Surviving a cloud provider outage

Niko Levitsky
Ordergroove Engineering
3 min readJun 3, 2019
https://status.cloud.google.com/incident/cloud-networking/19009

Cloud providers fail.

We put our trust in their infrastructure only to find out that they, too, are prone to periodic interruptions and downtime.

Failures in a single zone or region can happen fairly regularly, but a global shut down of an entire cloud provider is highly unlikely. Luckily, large cloud providers have regions/zones scattered across the globe. Some are clustered closely enough to provide low latency for communication between backend services.

So what can we do to mitigate risks while running on cloud infrastructure?
We can leverage all the available tools to protect ourselves from these pesky zone and regional issues.

At OrderGroove, we rely on our services being available 99.95 %, so an outage lasting a few hours would put us over our SLA and cause unneeded pain for our customers. To ensure we’re not affected by such failures, we deploy our applications across multiple zones as well as regions.

Running a static site across geographically isolated locations is a fairly easy feat. In our case, for each region we spin up a set of VM’s behind a load balancer and configure Akamai GTM (Global Traffic Manager) failover to switch between them.

The fun begins when we need to run a dynamic site with MongoDB as a backend. Here, we have to get creative.

MongoDB is capable of running multiple replicas — in fact, for production setup, MongoDB recommends running a minimum of three replicas. In order to maintain a functional read/write cluster, a majority of nodes have to be online. This setup falls nicely with a multi region/zone setup.

Each zone can have its own MongoDB instance — this provides protection in case of a zonal failure — one zone down means one replica is not accessible. In case of a more drastic failure — when an entire region becoming unavailable keeping the number of instances per region down ensures that majority of nodes survive and the cluster continues to operate as expected. Both scenarios leave us with a functional read/write MongoDB cluster.

Let’s examine an example highly available cluster:

An auto scaling group for application nodes configured across multiple zones ensures that a minimum number of application nodes is always present. In case an instance becomes unhealthy a new instance starts up, gets provisioned using a pre-baked OS image, code gets deployed using chef and thanks to the GCP automation it gets attached to the CLB.

Every app node is aware of every MongoDB replica, this ensures that in case of a DB node failure a new master gets elected and applications continue to operate as though nothing had happened. Even with a loss of any single region a majority of DB nodes remain healthy and MongoDB continues to operate in read write mode.

To ensure that your primary zone always has lowest latency we configure MongoDB replicas with weights — this ensures that the master always runs in primary region unless there are no healthy instances.

This can be accomplished by configuring your replicas with:

cfg = rs.conf()
{
"_id" : "replicaset0",
"members" : [
{
"_id" : 0,
"host" : "mongo-central-01-a.c.project.internal:27017",
"priority" : 0.75
},
{
"_id" : 1,
"host" : "mongo-central-02-b.c.project.internal:27017",
"priority" : 0.75
},
{
"_id" : 2,
"host" : "mongo-east4-01-b.c.project.internal:27017",
"priority" : 0.5
},
{
"_id" : 3,
"host" : "mongo-east4-02-c.c.project.internal:27017",
"priority" : 0.5
},
{
"_id" : 4,
"host" : "mongo-east1-01-b.c.project.internal:27017",
"arbiterOnly" : true
}
]
}

and then executing:

rs.reconfig(cfg)

In conclusion

While cloud providers fail, and on occasion fail hard, they also provide tools and solutions that enable us to build even more resilient platforms than it was possible with physical infrastructure. Ultimately, an application could be hosted across multiple cloud providers giving you ability to withstand even a global outage.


- **Your instructions**: Copy out all of the data exactly as it appears.

[Figure record extracts]
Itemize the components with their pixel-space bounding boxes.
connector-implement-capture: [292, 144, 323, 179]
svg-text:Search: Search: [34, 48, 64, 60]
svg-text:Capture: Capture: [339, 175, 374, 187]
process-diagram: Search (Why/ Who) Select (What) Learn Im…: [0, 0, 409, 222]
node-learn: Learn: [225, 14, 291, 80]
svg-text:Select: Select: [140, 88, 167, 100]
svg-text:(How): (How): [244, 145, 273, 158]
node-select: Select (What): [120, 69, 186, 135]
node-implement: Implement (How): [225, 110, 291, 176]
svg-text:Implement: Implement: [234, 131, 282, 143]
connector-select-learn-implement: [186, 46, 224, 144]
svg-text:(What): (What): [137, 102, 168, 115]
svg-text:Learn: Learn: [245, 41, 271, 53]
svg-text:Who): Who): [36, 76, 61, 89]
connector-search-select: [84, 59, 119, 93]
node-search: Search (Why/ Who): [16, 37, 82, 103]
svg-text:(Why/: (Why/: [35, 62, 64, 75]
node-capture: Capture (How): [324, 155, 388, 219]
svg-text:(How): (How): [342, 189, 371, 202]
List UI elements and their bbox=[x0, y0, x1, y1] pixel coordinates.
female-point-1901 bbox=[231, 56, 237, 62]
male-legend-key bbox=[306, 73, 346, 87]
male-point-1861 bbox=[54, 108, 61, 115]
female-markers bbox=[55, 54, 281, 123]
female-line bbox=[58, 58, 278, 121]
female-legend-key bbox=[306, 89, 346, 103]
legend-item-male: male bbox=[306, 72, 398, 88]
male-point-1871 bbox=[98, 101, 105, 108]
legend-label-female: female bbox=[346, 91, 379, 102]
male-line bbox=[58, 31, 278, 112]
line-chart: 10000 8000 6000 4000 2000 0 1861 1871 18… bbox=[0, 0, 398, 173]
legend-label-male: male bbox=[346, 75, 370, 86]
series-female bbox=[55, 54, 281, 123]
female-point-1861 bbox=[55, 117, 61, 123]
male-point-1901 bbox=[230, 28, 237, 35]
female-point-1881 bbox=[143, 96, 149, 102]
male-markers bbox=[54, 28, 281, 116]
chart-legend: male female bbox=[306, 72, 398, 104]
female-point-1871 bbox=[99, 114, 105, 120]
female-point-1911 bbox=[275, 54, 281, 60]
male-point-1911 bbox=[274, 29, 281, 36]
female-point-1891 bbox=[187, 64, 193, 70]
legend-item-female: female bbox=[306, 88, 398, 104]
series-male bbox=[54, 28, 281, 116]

- **Solution below**:
Itemize the components with their pixel-space bounding boxes.
connector-implement-capture: [292, 144, 323, 179]
svg-text:Search: Search: [34, 48, 64, 60]
svg-text:Capture: Capture: [339, 175, 374, 187]
process-diagram: Search (Why/ Who) Select (What) Learn Im…: [0, 0, 409, 222]
node-learn: Learn: [225, 14, 291, 80]
svg-text:Select: Select: [140, 88, 167, 100]
svg-text:(How): (How): [244, 145, 273, 158]
node-select: Select (What): [120, 69, 186, 135]
node-implement: Implement (How): [225, 110, 291, 176]
svg-text:Implement: Implement: [234, 131, 282, 143]
connector-select-learn-implement: [186, 46, 224, 144]
svg-text:(What): (What): [137, 102, 168, 115]
svg-text:Learn: Learn: [245, 41, 271, 53]
svg-text:Who): Who): [36, 76, 61, 89]
connector-search-select: [84, 59, 119, 93]
node-search: Search (Why/ Who): [16, 37, 82, 103]
svg-text:(Why/: (Why/: [35, 62, 64, 75]
node-capture: Capture (How): [324, 155, 388, 219]
svg-text:(How): (How): [342, 189, 371, 202]
List UI elements and their bbox=[x0, y0, x1, y1] pixel coordinates.
female-point-1901 bbox=[231, 56, 237, 62]
male-legend-key bbox=[306, 73, 346, 87]
male-point-1861 bbox=[54, 108, 61, 115]
female-markers bbox=[55, 54, 281, 123]
female-line bbox=[58, 58, 278, 121]
female-legend-key bbox=[306, 89, 346, 103]
legend-item-male: male bbox=[306, 72, 398, 88]
male-point-1871 bbox=[98, 101, 105, 108]
legend-label-female: female bbox=[346, 91, 379, 102]
male-line bbox=[58, 31, 278, 112]
line-chart: 10000 8000 6000 4000 2000 0 1861 1871 18… bbox=[0, 0, 398, 173]
legend-label-male: male bbox=[346, 75, 370, 86]
series-female bbox=[55, 54, 281, 123]
female-point-1861 bbox=[55, 117, 61, 123]
male-point-1901 bbox=[230, 28, 237, 35]
female-point-1881 bbox=[143, 96, 149, 102]
male-markers bbox=[54, 28, 281, 116]
chart-legend: male female bbox=[306, 72, 398, 104]
female-point-1871 bbox=[99, 114, 105, 120]
female-point-1911 bbox=[275, 54, 281, 60]
male-point-1911 bbox=[274, 29, 281, 36]
female-point-1891 bbox=[187, 64, 193, 70]
legend-item-female: female bbox=[306, 88, 398, 104]
series-male bbox=[54, 28, 281, 116]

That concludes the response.